Kohlmorgen says that it helps these days if a brewery is vertically integrated with something else. One example he cites is Bluewood Brewing in St. Louis, which shares the old Lemp Brewery horse stables with Mac’s Local Eats—where people wait in long lines for its smashburgers, then need something to drink.

It’s become cliche in this crowded market, but simply brewing great beer is not enough anymore, Kohlmorgen says. “You can never do everything, but you have to do enough to make sure the beer is great. And that’s not enough! It’s window dressing now.”

He also suggests looking at small towns where there is no brewery yet. “That’s where there’s still opportunity.”

For its part, Wellspent will remain in its previous location. “We still believe in the neighborhood,” Kohlmorgen says. They are aiming for January or February for a grand reopening; it will take some time to reorganize the place and get their paperwork and licenses all in order. (Update: They reopened in February.)

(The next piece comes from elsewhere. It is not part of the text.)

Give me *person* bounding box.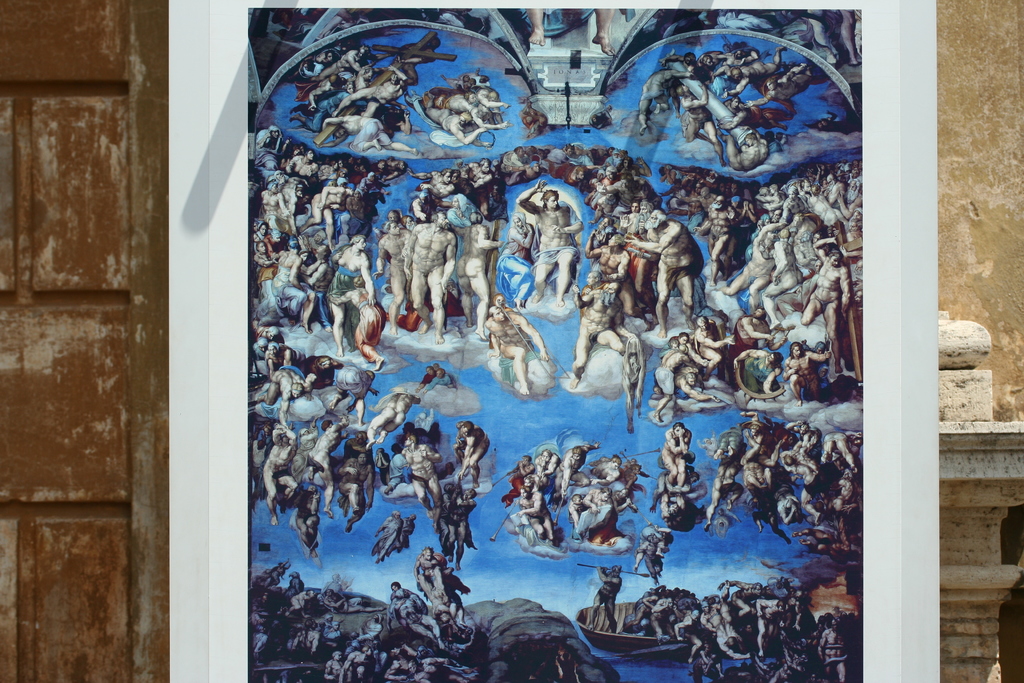
756:187:788:209.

He is keenly aware of how lucky they were to have someone like Shantz come along. “We were just in the right place at the right time to have a second act,” Kohlmorgen says. “Ninety-nine times out of 100, this is not going to happen for us. I can’t tell you how grateful we are for it. We can’t believe how it ended up. The fact that we have a second shot is amazing for us.

“We’re not going to waste it.”

Joe Stange is Managing Editor of Craft Beer & Brewing Magazine® and the Brewing Industry Guide®. Have story tips or suggestions? Contact him at [email protected].